Homoerotic Male Relationships
The homoerotic bonds between men play a large role in
structuring the novel. Basil's painting depends upon his adoration
of Dorian's beauty; similarly, Lord Henry is overcome with the desire
to seduce Dorian and mold him into the realization of a type. This
camaraderie between men fits into Wilde's larger aesthetic values,
for it returns him to antiquity, where an appreciation of youth
and beauty was not only fundamental to culture but was also expressed
as a physical relationship between men. As a homosexual living in
an intolerant society, Wilde asserted this philosophy partially
in an attempt to justify his own lifestyle. For Wilde, homosexuality
was not a sordid vice but rather a sign of refined culture. As he
claimed rather romantically during his trial for gross indecency
between men, the affection between an older and younger man places
one in the tradition of Plato, Michelangelo, and Shakespeare.
The Color White
Interestingly, Dorian's trajectory from figure of innocence
to figure of degradation can be charted by Wilde's use of the color
white. White usually connotes innocence and blankness, as it does
when Dorian is first introduced. It is, in fact, the white purity
of Dorian's boyhood that Lord Henry finds so captivating. Basil invokes
whiteness when he learns that Dorian has sacrificed his innocence,
and, as the artist stares in horror at the ruined portrait, he quotes
a biblical verse from the Book of Isaiah: Though your sins be as
scarlet, yet I will make them as white as snow. But the days of
Dorian's innocence are over. It is a quality he now eschews, and,
tellingly, when he orders flowers, he demands as few white ones
as possible. When the color appears again, in the form
of James Vane's facelike a white handkerchiefpeering in through
a window, it has been transformed from the color of innocence to
the color of death. It is this threatening pall that makes Dorian
long, at the novel's end, for his rose-white boyhood, but the
hope is in vain, and he proves unable to wash away the stains of
his sins.
Symbols
Symbols are objects, characters, figures, or colors
used to represent abstract ideas or concepts.
The Opium Dens
The opium dens, located in a remote and derelict section
of London, represent the sordid state of Dorian's mind. He flees
to them at a crucial moment. After killing Basil, Dorian seeks to
forget the awfulness of his crimes by losing consciousness in a
drug-induced stupor. Although he has a canister of opium in his
home, he leaves the safety of his neat and proper parlor to travel
to the dark dens that reflect the degradation of his soul.
James Vane
James Vane is less a believable character than an embodiment
of Dorian's tortured conscience. As Sibyl's brother, he is a rather
flat caricature of the avenging relative. Still, Wilde saw him as
essential to the story, adding his character during his revision
of 1891. Appearing at the dock and later
at Dorian's country estate, James has an almost spectral quality.

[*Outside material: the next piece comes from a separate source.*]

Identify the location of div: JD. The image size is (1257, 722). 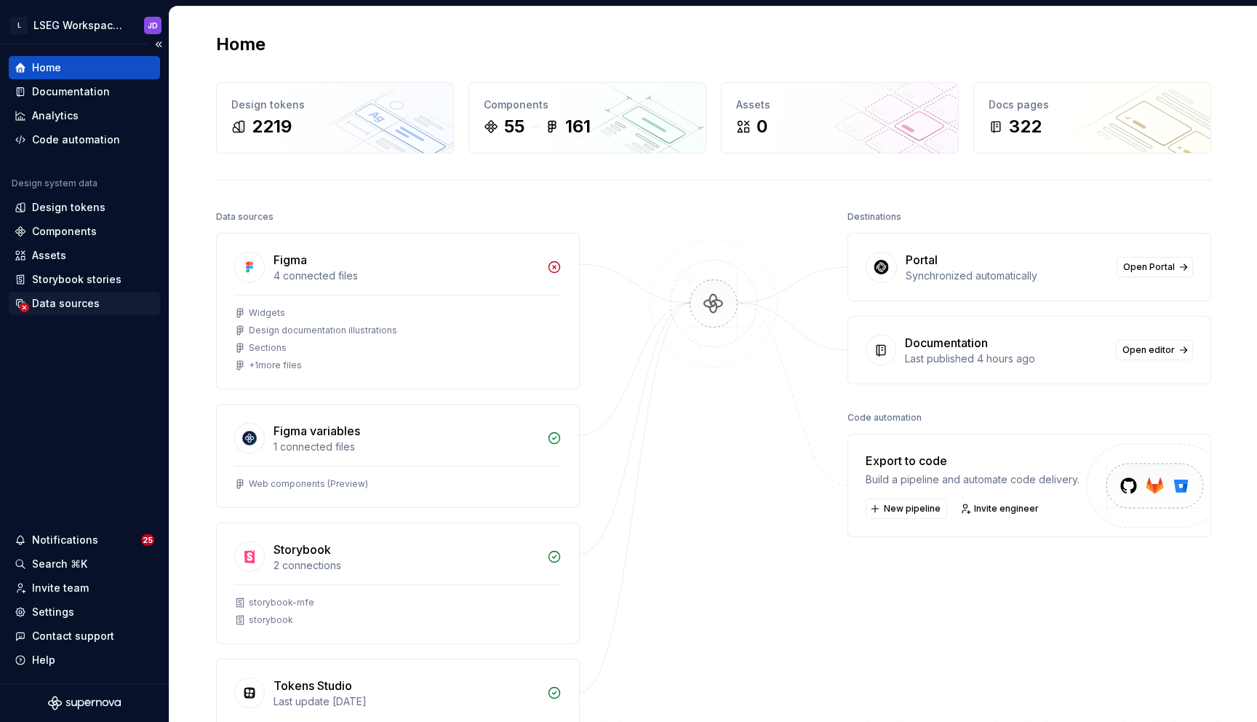
(153, 25).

Like the ghost of Jacob Marley in Charles Dickens's A Christmas
Carol, who warns Scrooge of the sins he will have to face,
James appears with his face like a white handkerchief to goad
Dorian into accepting responsibility for the crimes he has committed.
The Yellow Book
Lord Henry gives Dorian a copy of the yellow book as a
gift. Although he never gives the title, Wilde describes the book
as a French novel that charts the outrageous experiences of its
pleasure-seeking protagonist (we can fairly assume that the book
in question is Joris-Karl Huysman's decadent nineteenth-century
novel À Rebours, translated as Against the Grain
or Against Nature). The book becomes like holy scripture to Dorian,
who buys nearly a dozen copies and bases his life and actions on
it. The book represents the profound and damaging influence that
art can have over an individual and serves as a warning to those
who would surrender themselves so completely to such an influence.